PROBLEM REQUIREMENTS: All lines from the one containing "This screenshot has" to the end of the listing below should be output exactly; omit the pictures.

[RECORDS FOR THE TASK — start]

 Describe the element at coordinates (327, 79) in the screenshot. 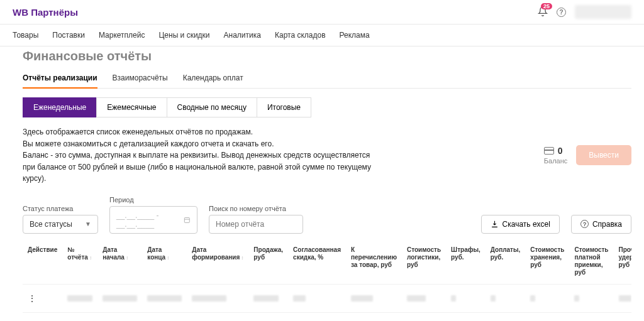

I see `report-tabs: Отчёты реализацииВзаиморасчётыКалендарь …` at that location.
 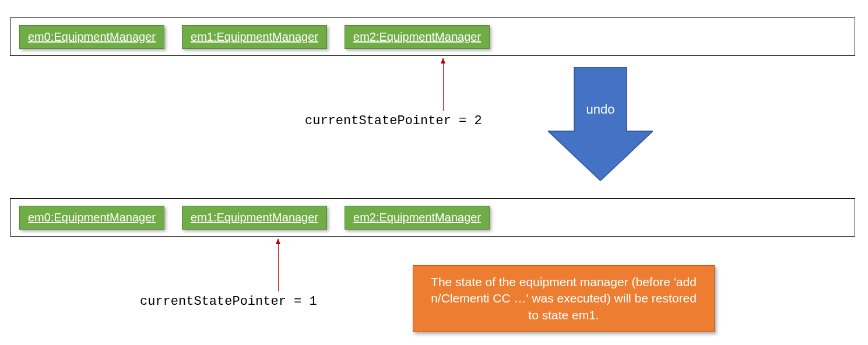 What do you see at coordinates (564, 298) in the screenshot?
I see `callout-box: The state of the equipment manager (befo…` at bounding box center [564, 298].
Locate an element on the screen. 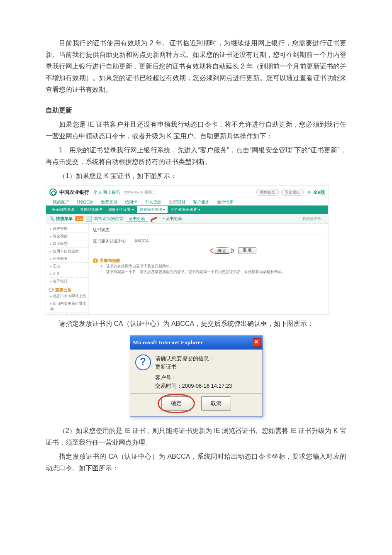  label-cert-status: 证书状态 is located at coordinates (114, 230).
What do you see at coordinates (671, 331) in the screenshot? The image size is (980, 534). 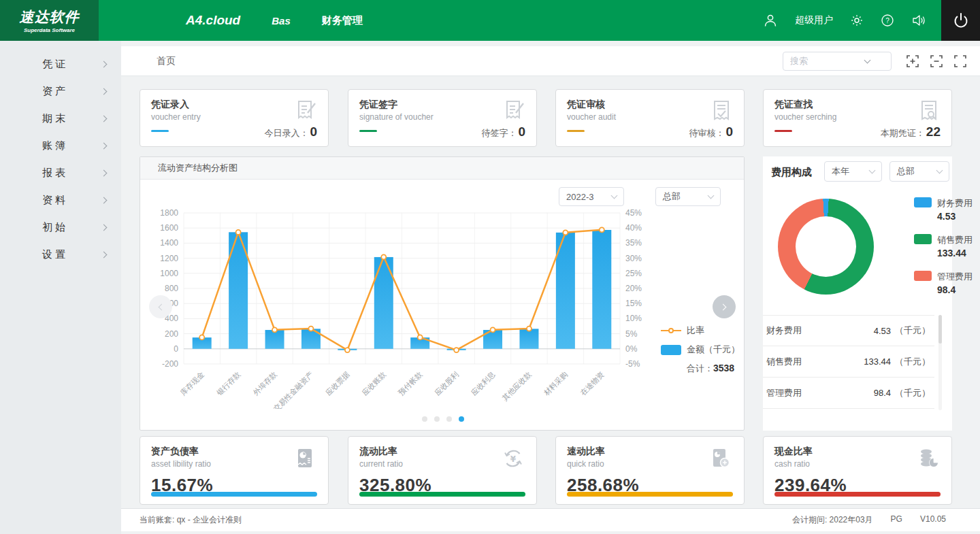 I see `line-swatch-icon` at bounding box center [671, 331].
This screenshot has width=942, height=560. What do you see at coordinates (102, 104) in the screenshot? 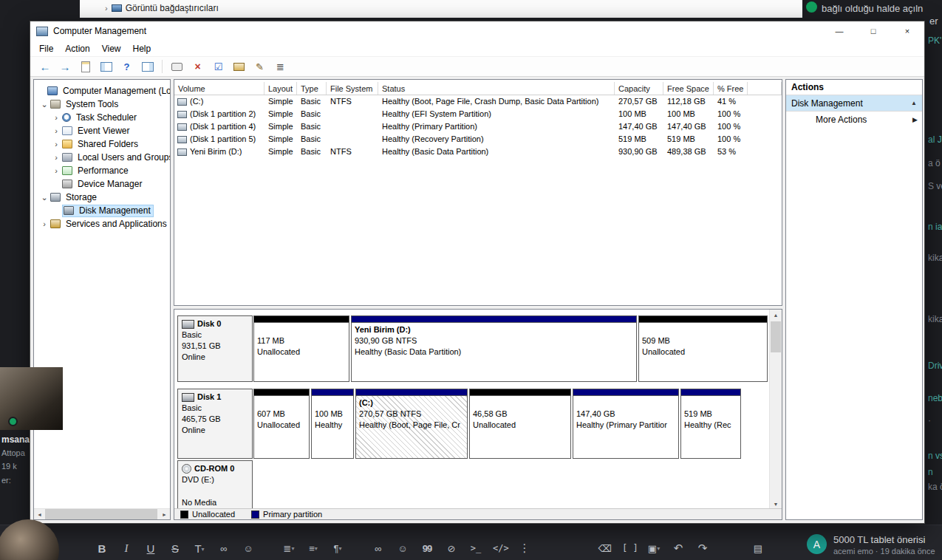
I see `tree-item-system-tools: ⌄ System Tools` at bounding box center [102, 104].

[RECORDS FOR THE TASK — finish]

RESPONSE:
This screenshot has width=942, height=560. What do you see at coordinates (102, 104) in the screenshot? 
I see `tree-item-system-tools: ⌄ System Tools` at bounding box center [102, 104].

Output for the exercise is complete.